Artist News

Jailed Pussy Riot members confirm protest remains the priority

By | Published on Friday 28 March 2014

Pussy Riot

Nadezhda Tolokonnikova and Maria Alyokhina, the two members of Russian punk protest group Pussy Riot who were jailed after a performance in a Moscow church in 2012, have told Estonian music convention Tallinn Music Week that they’ve had plenty of offers to tour as a group, but that they have declined, stressing that their objective remains political protest, with their creative output basically a means to an end. Tolokonnikova and Alyokhina for certain don’t currently have any more conventional ambitions in the music space.

“We started our band when it became clear that the people in power in Russia were moving to ensure Vladimir Putin got a third term in office”, Tolokonnikova explained. “We could see that the government was increasingly targeting its opponents. I saw it first hand – a guy I studied with was sent to prison for a year over political matters. So we formed the band to support these political prisoners, and to try and start an alternative discourse”.

“Our mission remains staging protest performances, often in illegal spaces”, she went on, confirming that, for her at least, the political protest came first and the music second, it being a medium for the desired ‘alternative discourse’. “A conventional music career is not of interest to us”, she said.

Joining Tolokonnikova and Alyokhina on the TMW panel was Russian promoter and journalist Artemyi Trotisky, who tackled the question of why – when so many high profile Western artists quickly spoke out in support of Pussy Riot after their arrest and during their trial – the Russian music community showed a lot less solidarity.

That protest came first for Pussy Riot was a big part of it, Trotisky noted. “I think Russian musicians didn’t consider these girls as their colleagues, unlike their Western counterparts”, he said. “They tended to hone in on Pussy Riot’s musicianship – and took offence that this group didn’t care so much about playing good guitar, that it didn’t matter if the singing was out of tune – so this was a protest group rather than a band”.

Which in essence it was, of course, though the power of the message, and the creative and contentious way in which it was delivered through song and performance nevertheless appealed to artists outside Russia.

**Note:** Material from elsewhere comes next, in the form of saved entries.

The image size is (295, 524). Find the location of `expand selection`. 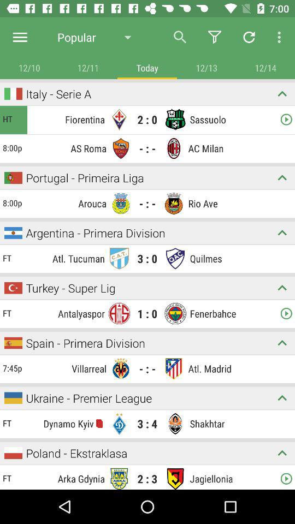

expand selection is located at coordinates (282, 288).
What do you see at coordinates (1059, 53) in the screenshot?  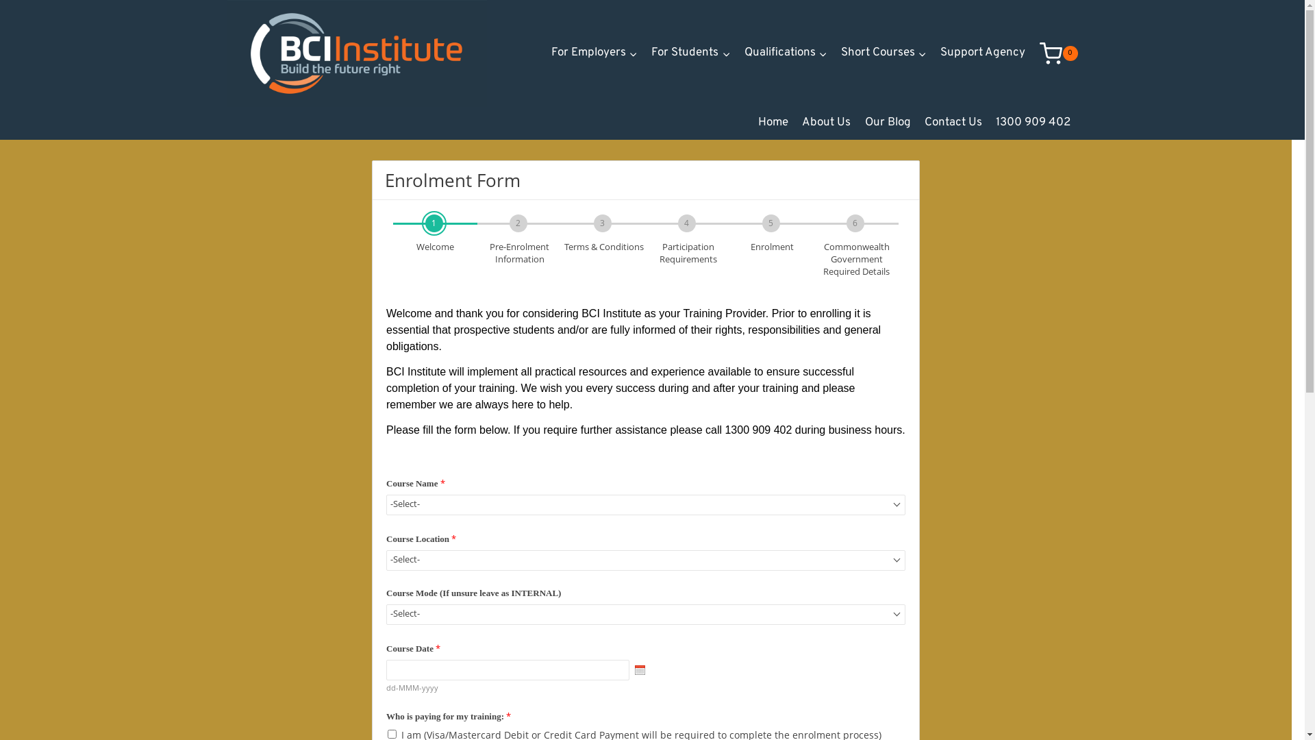 I see `0` at bounding box center [1059, 53].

“The Russian rock community is generally very quiet on political issues”, he continued. “Though that might now be starting to change. But I think any failure to speak out in support of Nadezhda and Maria in 2012 was mainly down to fear – which is something rock stars don’t like to admit to – and also a little jealously, that this group was getting so much worldwide attention by using music as protest, rather than making music for the sake of it”.